In 12 years, MacKenzie Bezos has written just three book reviews on Amazon.com, the site founded by her husband, Jeff. She gave five stars to novelist Ethan Canin's Carry Me Across the Water, five stars to Carole Glickfeld's novel Swimming Toward the Ocean and one star to The Everything Store, a biography of Jeff Bezos written by Businessweek reporter Brad Stone. This book, according to MacKenzie, is also a work of fiction.
Stone's work contains "too many inaccuracies" and is "full of techniques which stretch the boundaries of non-fiction," MacKenzie wrote in a 922-word review posted Monday, which might be well on its way to becoming the most famous review in Amazon history. The ultimate effect, she said, was a "lopsided and misleading portrait."
MacKenzie's review is noteworthy not only for what it says, but for how it was written: She used the same review system available to everyone else, and let hers stand as just one review out of many. Of course, hers has attracted an unusual amount of media attention. But while any number of publications would have been eager to publish a scathing op-ed by the wife of Amazon's CEO, she chose to let her voice be carried by the same vehicle as everyone else's.
"I am grateful this is the era of the Internet, when characters in non-fiction can step out of books, as [former Amazon employees] Jonathan Leblang and Rick Dalzell have done, and speak for themselves," MacKenzie wrote. "If authors won't admit they've crossed this important line, their characters can do it for them."
It's also a brilliant marketing maneuver that positions Amazon's review section as a powerful platform for subjects and "characters" to correct the record when they find it necessary.
MacKenzie, an author herself, knows a thing or two about stringing words together. Toni Morrison, who was MacKenzie's creative writing professor at Princeton University, has called MacKenzie "really one of the best" students she has ever had in her creative writing classes. And Mackenzie's review stings.
Her quibbles with Stone begin with the first chapter. She takes issue with his timeline of events, saying that Jeff read The Remains of the Day -- a novel Stone claims shaped Jeff's thinking about the company -- a year into the venture and not before starting Amazon. She also faults Stone for failing to include the praise Amazon has received from its customers and employees. And she criticizes him for suggesting, with terms like "Bezos felt" and "Bezos fixated," that he had access to Jeff's internal thoughts and deliberations -- when in fact Bezos did not grant an official interview for the book. (Stone had interviewed him separately during the course of more than a decade reporting on the company.)

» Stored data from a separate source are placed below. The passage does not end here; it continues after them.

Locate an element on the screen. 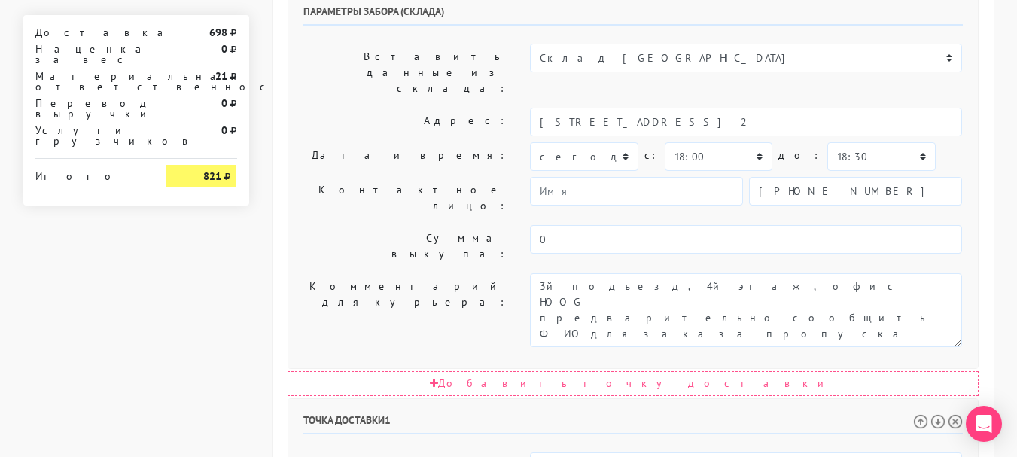 The image size is (1017, 457). div: Услуги грузчиков is located at coordinates (90, 136).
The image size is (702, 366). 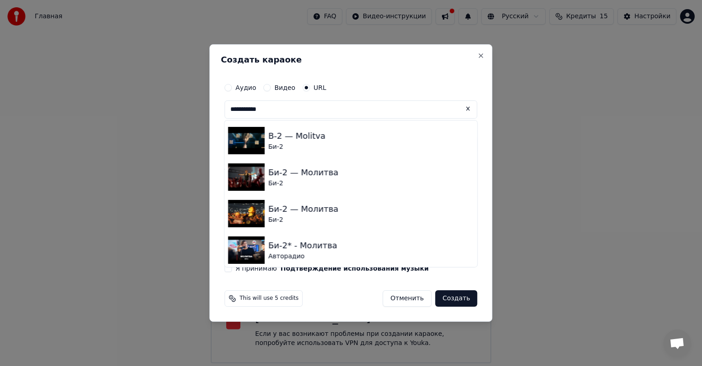 What do you see at coordinates (246, 141) in the screenshot?
I see `img: B-2 — Molitva` at bounding box center [246, 141].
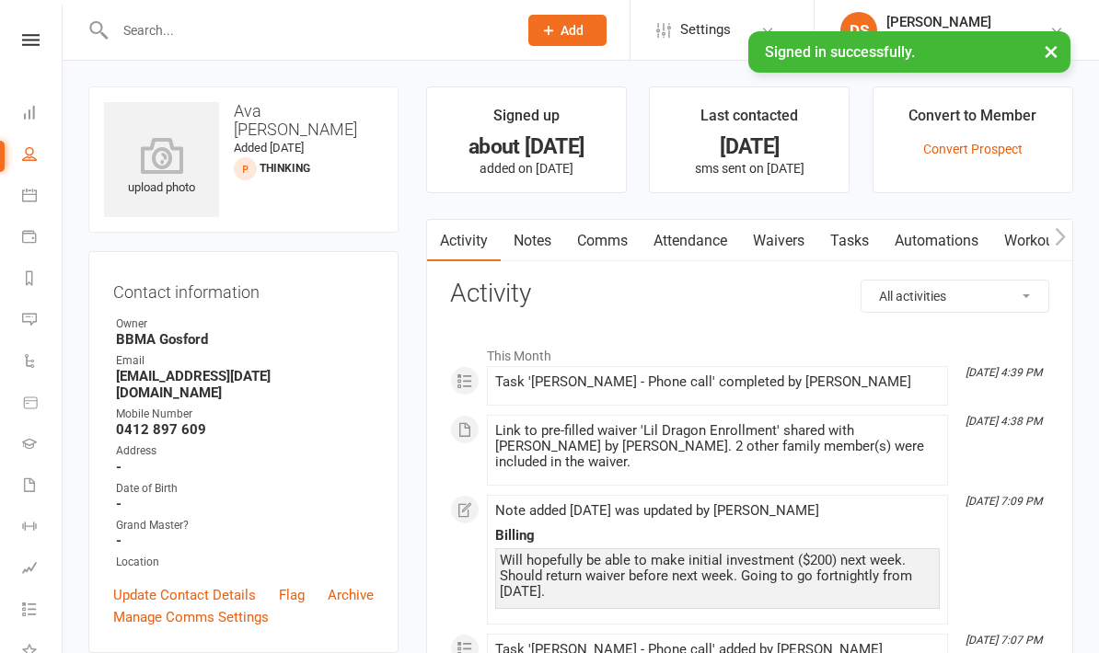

Stone has countered that his book relied on more than 300 interviews with Amazon insiders, and said he presents an account far more impartial than one MacKenzie could provide. "I am less biased than Jeff's own wife," Stone told New York Magazine on Monday. John Rossman, a former Amazon employee, called Stone's book "balanced" in a recent review.
In the hours since MacKenzie posted her pan, Amazon readers have been busy reviewing her review, and have spared her none of the vitriol that Internet commenters regularly hurl at one another. One called it "another case of Internet-mogul wife (Facebook) PMSing."
But on the whole, Amazon's army of commenters seems to agree that although MacKenzie is biased, her critique has merits for focusing squarely on facts, which should be consistent no matter whose lens you're looking through. At most recent count, 1,803 of 2,002 people have "found the following review helpful," according to Amazon's ranking system.
"It seems to me that yes there obviously would be bias but she avoids it by sticking to the facts," one commenter wrote. Another weighed in, "The authors are entitled to their own opinions, but they are not entitled to 'their own facts.'"
While MacKenzie might not have been privy to all of her husbands' dealings, her critique has gotten support from two of Jeff's former colleagues, who also questioned the accuracy of Stone's reporting.
"While I found it rather interesting, lots of stories are missing or just inaccurate," Rick Dalzell, Amazon's former chief information officer, wrote in a three-star review. He dubbed the book "an incomplete and somewhat unbalanced telling of Jeff's and Amazon's story."
Blogs and social media have long offered the subjects of stories and books a way to respond to criticism without an intermediary. When The New York Times' Nick Bilton reported last year that Twitter co-founder Jack Dorsey was "difficult to work with," Dorsey answered with a post on his Tumblr blog that intended to "clarify a few points." But using Amazon's platform to correct the facts goes a step further. It closely attaches a kind of digital footnote or correction to the work, and hits the author where it hurts -- in the review system that other buyers use to decide whether they'll buy a book.
Already, many Amazon users who've commented in the more than 70 posts appended to MacKenzie's review said her words have turned them off from buying The Everything Store.
Next up from MacKenzie: a self-published Kindle Single detailing all of the errors she found in Stone's work?